The images from the Depression and the one from the Eisenhower years offer a glimpse of where we are heading.

More words for those interested in heading in a better direction:



Via Chris Hedges:

...The goal of wholesale surveillance, as Arendt wrote in “The Origins of Totalitarianism,” is not, in the end, to discover crimes, “but to be on hand when the government decides to arrest a certain category of the population.” And because Americans’ emails, phone conversations, Web searches and geographical movements are recorded and stored in perpetuity in government databases, there will be more than enough “evidence” to seize us should the state deem it necessary.
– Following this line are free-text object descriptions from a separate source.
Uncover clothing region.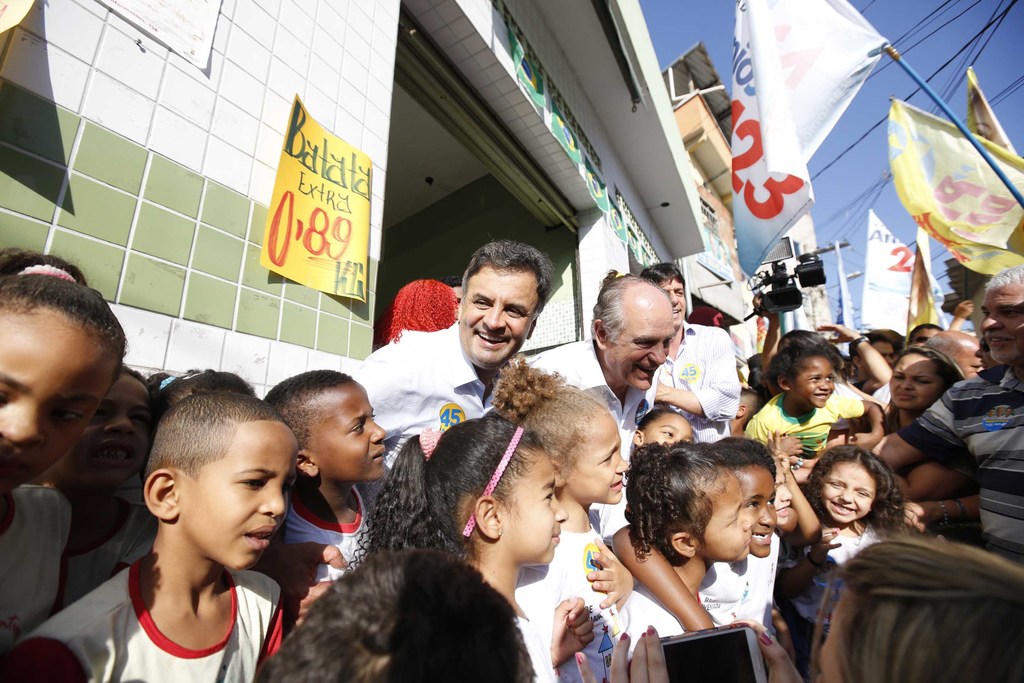
Uncovered: x1=619, y1=573, x2=690, y2=663.
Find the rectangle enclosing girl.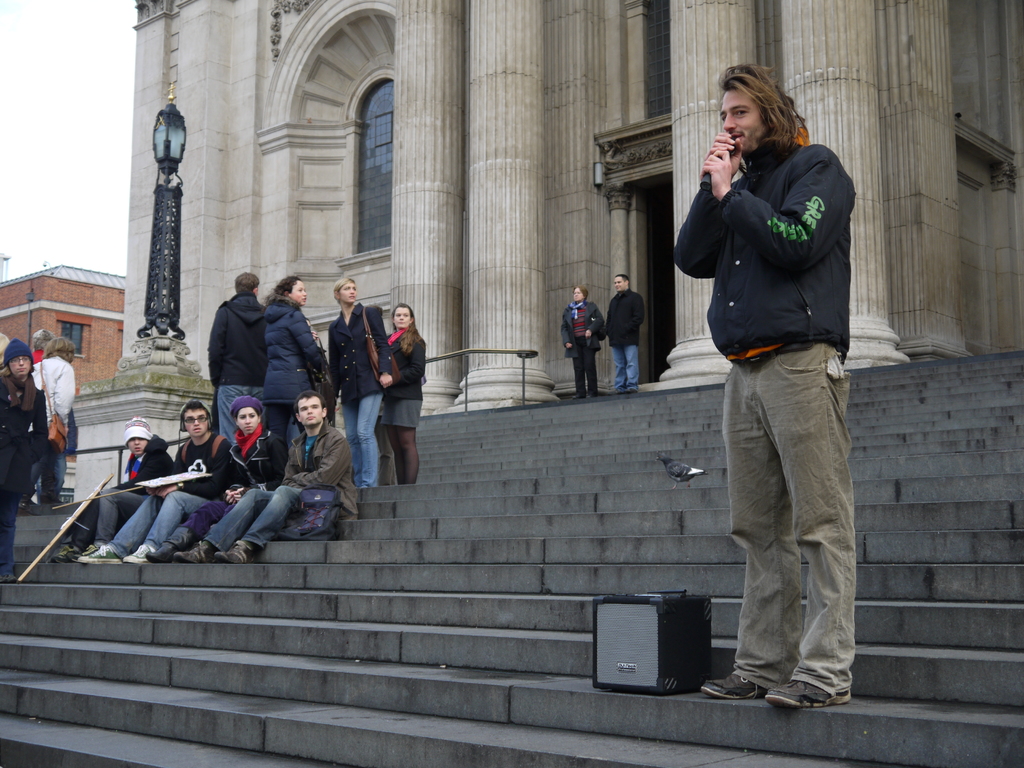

This information waits like a deadly virus inside government vaults to be turned against us. It does not matter how trivial or innocent that information is. In totalitarian states, justice, like truth, is irrelevant.

CONTINUED...



Thank you for another outstanding OP, G_j. The people who tried to overthrow FDR in 1933 had kids. And the family fortunes include a lot of profit from slaveholding and mass murder.